Thirdly, Heath has been vociferous for several years in (rightly) castigating the “Conservative” Party in numerous policy areas other than Brexit: its pandering to leftist Social-Justice-Warrior obsessions and to those who would curb free speech: its disastrous energy policies and gullibility to the Green agenda: its neo-Keynesian monetary and fiscal policies: and its excess regulation, spending & taxing. But without the more or less permanent threat of a Brexit Party snapping at its heels to keep it on the straight & narrow, the still overwhelmingly Fabian-Blairite Tory Party would be back to its bad old ways in no time at all. They are not to be trusted.
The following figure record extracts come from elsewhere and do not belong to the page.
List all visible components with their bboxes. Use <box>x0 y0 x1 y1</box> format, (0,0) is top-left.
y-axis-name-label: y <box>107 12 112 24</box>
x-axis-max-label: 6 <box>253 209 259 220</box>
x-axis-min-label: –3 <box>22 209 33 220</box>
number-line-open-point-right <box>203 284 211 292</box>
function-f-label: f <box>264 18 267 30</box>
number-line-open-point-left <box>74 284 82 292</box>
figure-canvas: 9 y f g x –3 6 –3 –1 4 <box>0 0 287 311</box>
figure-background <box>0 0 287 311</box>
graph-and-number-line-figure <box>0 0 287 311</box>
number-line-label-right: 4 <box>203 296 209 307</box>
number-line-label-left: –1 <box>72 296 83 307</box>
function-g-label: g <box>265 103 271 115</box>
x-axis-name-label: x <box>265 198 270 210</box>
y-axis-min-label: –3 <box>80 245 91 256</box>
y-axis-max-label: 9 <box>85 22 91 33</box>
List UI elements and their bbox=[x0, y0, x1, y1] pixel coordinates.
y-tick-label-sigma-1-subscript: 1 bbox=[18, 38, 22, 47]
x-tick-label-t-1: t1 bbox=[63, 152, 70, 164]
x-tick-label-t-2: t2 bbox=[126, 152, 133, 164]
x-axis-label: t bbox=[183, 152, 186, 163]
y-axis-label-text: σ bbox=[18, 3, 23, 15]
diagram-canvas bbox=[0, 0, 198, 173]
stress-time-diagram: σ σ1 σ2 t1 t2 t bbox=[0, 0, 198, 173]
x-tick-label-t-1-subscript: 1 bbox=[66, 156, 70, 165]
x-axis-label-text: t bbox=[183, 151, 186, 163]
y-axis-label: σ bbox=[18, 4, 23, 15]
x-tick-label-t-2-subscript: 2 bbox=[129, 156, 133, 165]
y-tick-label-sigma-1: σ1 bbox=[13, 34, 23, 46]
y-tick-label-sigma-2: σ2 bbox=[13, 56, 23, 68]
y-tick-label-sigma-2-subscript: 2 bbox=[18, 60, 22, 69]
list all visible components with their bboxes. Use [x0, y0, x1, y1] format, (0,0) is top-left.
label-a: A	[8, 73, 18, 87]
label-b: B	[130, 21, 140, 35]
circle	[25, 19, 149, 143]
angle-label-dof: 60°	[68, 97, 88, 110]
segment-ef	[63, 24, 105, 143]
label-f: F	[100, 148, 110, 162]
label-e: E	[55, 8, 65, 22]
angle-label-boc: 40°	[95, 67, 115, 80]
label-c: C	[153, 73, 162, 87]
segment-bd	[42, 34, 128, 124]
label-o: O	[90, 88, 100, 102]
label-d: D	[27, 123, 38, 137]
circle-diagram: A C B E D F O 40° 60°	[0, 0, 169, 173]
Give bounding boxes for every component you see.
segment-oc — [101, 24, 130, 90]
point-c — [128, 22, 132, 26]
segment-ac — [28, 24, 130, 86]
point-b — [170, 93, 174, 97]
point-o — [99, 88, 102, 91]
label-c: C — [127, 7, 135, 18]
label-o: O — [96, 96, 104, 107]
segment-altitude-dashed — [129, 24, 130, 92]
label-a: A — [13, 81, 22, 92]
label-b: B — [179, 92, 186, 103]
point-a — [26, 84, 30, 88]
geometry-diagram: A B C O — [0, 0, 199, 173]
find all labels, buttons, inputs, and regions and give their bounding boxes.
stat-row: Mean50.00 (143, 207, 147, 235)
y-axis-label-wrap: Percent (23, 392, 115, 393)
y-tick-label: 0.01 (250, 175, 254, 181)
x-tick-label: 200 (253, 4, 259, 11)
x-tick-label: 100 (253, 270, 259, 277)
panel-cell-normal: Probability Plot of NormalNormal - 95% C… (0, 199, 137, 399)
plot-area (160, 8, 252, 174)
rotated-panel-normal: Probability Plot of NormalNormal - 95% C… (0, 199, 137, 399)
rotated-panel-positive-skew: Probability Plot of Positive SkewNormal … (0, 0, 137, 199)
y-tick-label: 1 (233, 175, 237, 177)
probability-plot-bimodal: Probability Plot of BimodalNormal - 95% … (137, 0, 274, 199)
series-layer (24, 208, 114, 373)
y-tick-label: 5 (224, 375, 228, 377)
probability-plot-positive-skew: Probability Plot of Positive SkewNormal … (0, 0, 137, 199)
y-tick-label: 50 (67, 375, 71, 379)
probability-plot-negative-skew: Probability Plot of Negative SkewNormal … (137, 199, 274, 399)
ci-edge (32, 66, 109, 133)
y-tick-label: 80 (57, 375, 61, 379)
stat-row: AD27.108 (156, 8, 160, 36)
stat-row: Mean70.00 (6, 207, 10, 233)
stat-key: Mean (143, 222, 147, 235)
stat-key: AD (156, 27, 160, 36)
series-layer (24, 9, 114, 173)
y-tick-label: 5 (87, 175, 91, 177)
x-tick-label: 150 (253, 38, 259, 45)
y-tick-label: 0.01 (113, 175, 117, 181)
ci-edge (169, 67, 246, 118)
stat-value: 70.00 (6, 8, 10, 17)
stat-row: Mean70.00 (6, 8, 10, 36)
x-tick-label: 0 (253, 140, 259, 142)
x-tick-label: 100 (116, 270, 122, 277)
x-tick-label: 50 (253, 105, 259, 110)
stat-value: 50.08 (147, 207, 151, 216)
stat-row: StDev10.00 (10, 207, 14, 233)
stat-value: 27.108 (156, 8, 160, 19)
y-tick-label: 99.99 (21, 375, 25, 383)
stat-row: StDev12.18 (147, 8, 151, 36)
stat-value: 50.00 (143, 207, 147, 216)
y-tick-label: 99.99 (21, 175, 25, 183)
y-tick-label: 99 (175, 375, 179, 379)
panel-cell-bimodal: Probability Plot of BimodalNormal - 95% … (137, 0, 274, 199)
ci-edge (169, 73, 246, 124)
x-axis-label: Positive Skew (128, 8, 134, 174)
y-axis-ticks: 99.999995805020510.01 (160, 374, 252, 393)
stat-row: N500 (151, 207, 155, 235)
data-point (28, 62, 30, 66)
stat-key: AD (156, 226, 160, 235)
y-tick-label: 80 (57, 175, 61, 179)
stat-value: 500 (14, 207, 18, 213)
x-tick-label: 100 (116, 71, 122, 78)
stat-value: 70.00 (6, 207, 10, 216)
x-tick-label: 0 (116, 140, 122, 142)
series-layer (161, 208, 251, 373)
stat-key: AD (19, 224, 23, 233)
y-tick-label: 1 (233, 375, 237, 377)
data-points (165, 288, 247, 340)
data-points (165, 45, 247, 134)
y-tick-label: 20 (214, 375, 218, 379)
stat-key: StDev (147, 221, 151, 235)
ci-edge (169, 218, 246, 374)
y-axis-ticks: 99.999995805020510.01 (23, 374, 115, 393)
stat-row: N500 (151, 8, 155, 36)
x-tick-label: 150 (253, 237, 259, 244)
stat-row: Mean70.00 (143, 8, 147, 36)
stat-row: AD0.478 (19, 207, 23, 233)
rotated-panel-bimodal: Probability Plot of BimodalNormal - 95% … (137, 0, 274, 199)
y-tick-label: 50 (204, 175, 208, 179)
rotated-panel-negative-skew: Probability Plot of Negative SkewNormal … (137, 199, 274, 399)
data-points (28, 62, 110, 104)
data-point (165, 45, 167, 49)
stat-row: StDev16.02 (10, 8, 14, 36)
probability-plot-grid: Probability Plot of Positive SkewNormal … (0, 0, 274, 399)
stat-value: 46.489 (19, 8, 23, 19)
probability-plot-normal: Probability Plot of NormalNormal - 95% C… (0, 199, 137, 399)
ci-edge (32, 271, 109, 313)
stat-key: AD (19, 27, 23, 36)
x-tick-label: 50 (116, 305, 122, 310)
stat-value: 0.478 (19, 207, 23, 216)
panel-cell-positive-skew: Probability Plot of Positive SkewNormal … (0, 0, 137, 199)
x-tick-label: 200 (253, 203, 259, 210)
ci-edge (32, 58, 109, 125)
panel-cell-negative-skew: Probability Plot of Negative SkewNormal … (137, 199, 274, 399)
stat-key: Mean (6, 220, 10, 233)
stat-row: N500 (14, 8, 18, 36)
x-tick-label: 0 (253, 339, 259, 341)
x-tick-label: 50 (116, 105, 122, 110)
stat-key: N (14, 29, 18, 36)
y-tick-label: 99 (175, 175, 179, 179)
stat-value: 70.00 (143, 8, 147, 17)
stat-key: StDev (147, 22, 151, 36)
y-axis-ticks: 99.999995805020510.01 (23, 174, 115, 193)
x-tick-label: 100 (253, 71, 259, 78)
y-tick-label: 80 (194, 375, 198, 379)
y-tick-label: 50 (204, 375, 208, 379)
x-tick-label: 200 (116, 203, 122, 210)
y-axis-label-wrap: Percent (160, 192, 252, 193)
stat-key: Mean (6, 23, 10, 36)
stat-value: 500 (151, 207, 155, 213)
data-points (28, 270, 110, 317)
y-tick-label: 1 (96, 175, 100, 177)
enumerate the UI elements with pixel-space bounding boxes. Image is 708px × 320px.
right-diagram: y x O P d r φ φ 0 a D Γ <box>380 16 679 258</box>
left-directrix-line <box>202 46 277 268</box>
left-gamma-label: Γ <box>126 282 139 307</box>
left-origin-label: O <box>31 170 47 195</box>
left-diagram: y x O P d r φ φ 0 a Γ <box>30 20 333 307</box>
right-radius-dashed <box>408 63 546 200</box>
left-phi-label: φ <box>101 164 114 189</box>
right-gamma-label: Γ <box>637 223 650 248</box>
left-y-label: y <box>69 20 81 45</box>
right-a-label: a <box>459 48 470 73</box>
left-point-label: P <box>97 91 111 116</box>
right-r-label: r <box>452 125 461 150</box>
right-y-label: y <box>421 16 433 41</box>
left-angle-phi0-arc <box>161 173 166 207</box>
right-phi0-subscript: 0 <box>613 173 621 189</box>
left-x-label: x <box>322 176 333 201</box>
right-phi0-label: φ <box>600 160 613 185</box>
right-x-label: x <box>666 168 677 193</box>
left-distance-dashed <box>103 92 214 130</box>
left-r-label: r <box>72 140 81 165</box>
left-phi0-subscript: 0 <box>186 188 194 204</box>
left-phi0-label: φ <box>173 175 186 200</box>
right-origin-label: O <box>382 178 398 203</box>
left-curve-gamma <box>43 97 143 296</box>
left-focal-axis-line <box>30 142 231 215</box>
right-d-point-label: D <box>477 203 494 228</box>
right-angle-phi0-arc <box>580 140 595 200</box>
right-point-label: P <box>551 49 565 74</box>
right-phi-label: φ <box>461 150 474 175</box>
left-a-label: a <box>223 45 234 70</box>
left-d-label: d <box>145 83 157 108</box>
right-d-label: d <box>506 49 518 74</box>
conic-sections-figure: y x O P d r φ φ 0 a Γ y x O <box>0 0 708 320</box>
As political scientist Matthew Goodwin points out, the Conservative defection rate to the Brexit Party has slumped from 37 per cent before Johnson became Prime Minister, through 25 per cent when he entered Downing Street, to a mere 16 per cent as at 31st August. It’s presumably on this re-defection pattern that Johnson and Dominic Cummings believe they can secure a Leave-er majority for the Tories with a snap election.
But that surely also pre-supposes that, to compensate for losing Remainer votes in the South to the LibDems or a Remain Alliance, the Tories can capture enough working-class Leave-er votes in the Midlands and the North repelled by Labour’s coming-out as an unabashed Remain Party. That is something of a gamble, to put it mildly, because the Tory brand, rightly or wrongly, is still toxic in many of those areas. But the Brexit Party would be far better placed to bring those votes under the Leave-er banner, which is why the Tories should not close the door to the Brexit Party’s overtures for a tactical alliance.
The resignation of Ruth Davidson as Tory leader in Scotland ought to support that hypothesis still further. Her departure potentially weakens the Tories in Scotland, which must put at least half, if not all, of their seats in Scotland – without which, remember, they wouldn’t have been able to form a Government in 2017 at all, even with the support of Northern Ireland’s Democratic Unionist Party – at risk, especially as Scotland hates Johnson anyway. Which in turn means that Johnson could end up needing support from, or even that Leave-er tactical alliance with, the Brexit Party even more to secure more seats in England.
It’s a risky strategy. As Matthew Goodwin set out on Monday 2nd September, it could all go wrong for the Tories and Johnson. His problem is that things are starting to work against him, and for Farage: and they will do so even more if he’s forced by Parliament to scrap No-Deal and gives the appearance of settling for a Remain-Lite, Brexit-In-Name-Only because that’s the very most that the majority-Remainer, anti-Brexit Parliament would approve.
Johnson should swallow his pride, make temporary accommodation with the Brexit Party, and enter into that tactical alliance. To win this coming election, and deliver the Brexit 17.4 million voted for, both he and the Tories need it.